But I just had to, had to, take another hit with the king and the ace showing. The "hit" is something called jemalloc, which is a improved memory allocator with lower overhead: instead of asking for little tiny allocations from the operating system, jemalloc creates "arenas" of larger memory blocks (assuming that more allocation requests are following) and then parcels those out with a faster internal routine. It also scales better between threads by keeping multiple arenas in play so they don't have to contend with each other. Certain kernel-level operations and multithreading are not well optimized on 10.4 as issue 193 demonstrates, and anything that reduces the amount of locking and waiting for kernel resources is clearly a benefit because of Firefox's increasing dependence on threads for multicore systems. You can read about the gory implementation details here.
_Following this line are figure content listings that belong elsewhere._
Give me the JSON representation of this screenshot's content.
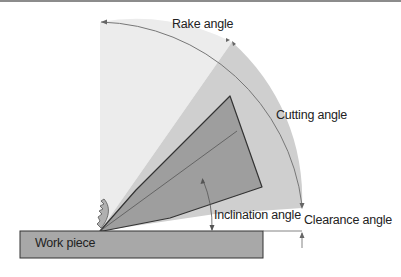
{
  "diagram": {
    "type": "cutting-tool-angles",
    "labels": {
      "rake_angle": "Rake angle",
      "cutting_angle": "Cutting angle",
      "inclination_angle": "Inclination angle",
      "clearance_angle": "Clearance angle",
      "work_piece": "Work piece"
    },
    "colors": {
      "top_rule": "#8c8c8c",
      "rake_sector": "#ececec",
      "cutting_sector": "#cfcfcf",
      "tool_body": "#9e9e9e",
      "work_piece": "#a8a8a8",
      "outline": "#333333",
      "arc_line": "#777777",
      "text": "#222222"
    }
  }
}
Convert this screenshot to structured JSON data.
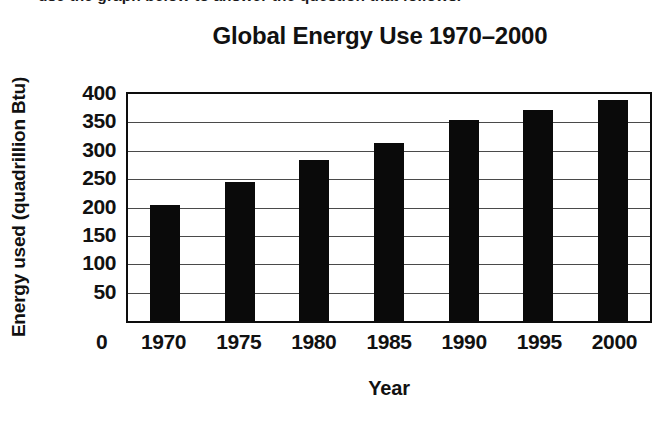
{
  "caption_fragment": "use the graph below to answer the question that follows.",
  "chart_data": {
    "type": "bar",
    "title": "Global Energy Use 1970–2000",
    "xlabel": "Year",
    "ylabel": "Energy used (quadrillion Btu)",
    "categories": [
      "1970",
      "1975",
      "1980",
      "1985",
      "1990",
      "1995",
      "2000"
    ],
    "values": [
      205,
      245,
      283,
      314,
      355,
      371,
      390
    ],
    "ylim": [
      0,
      400
    ],
    "y_ticks": [
      400,
      350,
      300,
      250,
      200,
      150,
      100,
      50
    ],
    "y_tick_labels": [
      "400",
      "350",
      "300",
      "250",
      "200",
      "150",
      "100",
      "50"
    ],
    "origin_label": "0",
    "grid": true,
    "legend": null,
    "bar_color": "#0a0a0a",
    "axis_color": "#0d0d0d",
    "gridline_color": "#4a4a4a"
  }
}
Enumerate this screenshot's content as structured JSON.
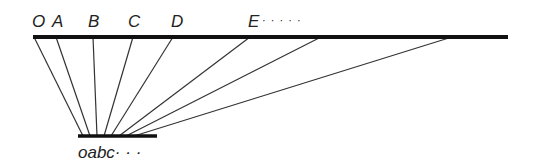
{
  "diagram": {
    "top_labels": [
      {
        "text": "O",
        "x": 32
      },
      {
        "text": "A",
        "x": 52
      },
      {
        "text": "B",
        "x": 88
      },
      {
        "text": "C",
        "x": 128
      },
      {
        "text": "D",
        "x": 171
      },
      {
        "text": "E",
        "x": 248
      }
    ],
    "top_ellipsis": "· · · · ·",
    "bottom_label": "oabc· · ·",
    "top_line": {
      "x1": 33,
      "x2": 508,
      "y": 37
    },
    "bottom_line": {
      "x1": 78,
      "x2": 157,
      "y": 136
    },
    "connectors": [
      {
        "top_x": 34,
        "bottom_x": 83
      },
      {
        "top_x": 56,
        "bottom_x": 90
      },
      {
        "top_x": 93,
        "bottom_x": 97
      },
      {
        "top_x": 133,
        "bottom_x": 104
      },
      {
        "top_x": 173,
        "bottom_x": 111
      },
      {
        "top_x": 250,
        "bottom_x": 119
      },
      {
        "top_x": 321,
        "bottom_x": 126
      },
      {
        "top_x": 452,
        "bottom_x": 134
      }
    ]
  }
}
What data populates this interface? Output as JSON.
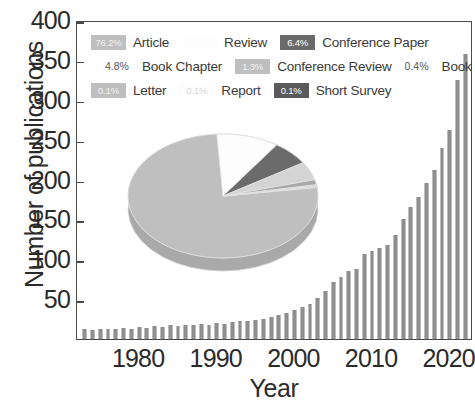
{
  "chart_data": {
    "type": "bar",
    "title": "",
    "xlabel": "Year",
    "ylabel": "Number of publications",
    "ylim": [
      0,
      400
    ],
    "yticks": [
      400,
      350,
      300,
      250,
      200,
      150,
      100,
      50
    ],
    "xticks": [
      1980,
      1990,
      2000,
      2010,
      2020
    ],
    "xlim": [
      1972,
      2023
    ],
    "grid": false,
    "legend_position": "top-left-inside",
    "bar_color": "#8e8e8e",
    "categories": [
      1973,
      1974,
      1975,
      1976,
      1977,
      1978,
      1979,
      1980,
      1981,
      1982,
      1983,
      1984,
      1985,
      1986,
      1987,
      1988,
      1989,
      1990,
      1991,
      1992,
      1993,
      1994,
      1995,
      1996,
      1997,
      1998,
      1999,
      2000,
      2001,
      2002,
      2003,
      2004,
      2005,
      2006,
      2007,
      2008,
      2009,
      2010,
      2011,
      2012,
      2013,
      2014,
      2015,
      2016,
      2017,
      2018,
      2019,
      2020,
      2021,
      2022
    ],
    "values": [
      12,
      11,
      12,
      13,
      12,
      14,
      13,
      15,
      14,
      16,
      15,
      17,
      16,
      18,
      17,
      19,
      18,
      20,
      19,
      21,
      22,
      23,
      24,
      25,
      28,
      30,
      32,
      36,
      40,
      44,
      52,
      60,
      72,
      78,
      85,
      88,
      106,
      110,
      114,
      118,
      130,
      150,
      165,
      178,
      196,
      212,
      240,
      262,
      325,
      358
    ]
  },
  "pie_data": {
    "type": "pie",
    "labels": [
      "Article",
      "Review",
      "Conference Paper",
      "Book Chapter",
      "Conference Review",
      "Book",
      "Letter",
      "Report",
      "Short Survey"
    ],
    "values": [
      76.2,
      10.6,
      6.4,
      4.8,
      1.3,
      0.4,
      0.1,
      0.1,
      0.1
    ],
    "colors": [
      "#bfbfbf",
      "#fdfdfd",
      "#6b6b6b",
      "#d4d4d4",
      "#a8a8a8",
      "#c9c9c9",
      "#bfbfbf",
      "#cfcfcf",
      "#5a5a5a"
    ]
  },
  "legend": {
    "rows": [
      [
        {
          "pct": "76.2%",
          "label": "Article",
          "style": "light"
        },
        {
          "pct": "",
          "label": "Review",
          "style": "white"
        },
        {
          "pct": "6.4%",
          "label": "Conference Paper",
          "style": "dark"
        }
      ],
      [
        {
          "pct": "4.8%",
          "label": "Book Chapter",
          "style": "plain"
        },
        {
          "pct": "1.3%",
          "label": "Conference Review",
          "style": "light"
        },
        {
          "pct": "0.4%",
          "label": "Book",
          "style": "plain"
        }
      ],
      [
        {
          "pct": "0.1%",
          "label": "Letter",
          "style": "light"
        },
        {
          "pct": "0.1%",
          "label": "Report",
          "style": "white"
        },
        {
          "pct": "0.1%",
          "label": "Short Survey",
          "style": "darker"
        }
      ]
    ]
  }
}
Firefox works just fine with jemalloc disabled (since it is intended to be mostly transparent), and that is how we've shipped TenFourFox so far. (Near as I can determine, AuroraFox and SeaMonkeyPPC aren't using it either, or it's not actually turned on.) Well, 10.4 must have a really crummy default allocator, because after some fiddling to account for operating system differences, I was able to slot it in and WOW! the browser not only starts up apparently normally, but is noticeably faster. Most of the deadlocked sites we're tracking in issue 193 are up to 25% faster in wall clock time compared to the non-jemalloc 21, which is already itself faster than 20. Sites with less contention are less improved, of course, but it's an improvement right where we need it. Even if it doesn't fix the actual underlying issue in the kernel, it eliminates another source of contention, and that's enough to get us through the hump. 10.5 is considerably less affected due to kernel improvements, but it could still benefit as well.
But, and here's the "busted" part, major parts of the browser's interface to OS X are screwed up when using jemalloc as the allocator. While menus, widgets and gadgets all work, cut and paste doesn't work, minimizing the window doesn't work, and drag and drop doesn't work (they don't do anything other than log an error to the system console). If I rebuild the browser with jemalloc statically disabled, they start working again, so that's the problem. That's not shippable no matter how much faster the browser is, and there is at least one crash bug related to drag and drop on Intel 10.5 that caused Mozilla to disable jemalloc on anything less than 64-bit 10.6. The PowerPC kernel might not use the same code or crash in the same way, but right now I can't even test it.
I'm suspicious that memory alignment is the problem and it's stomping on some sort of internal memory move routine, but it's going to take a while to debug it and IonMonkey is still highest priority, so this is going to slip to Job 2. Still, look for it soon once I get IonMonkey into a working state (the interested can watch issue 218). 21 is an improvement over 20, but if I can get jemalloc off the ground, maybe we'll be able to say blackjack with 22 or 24. Never bet against the house!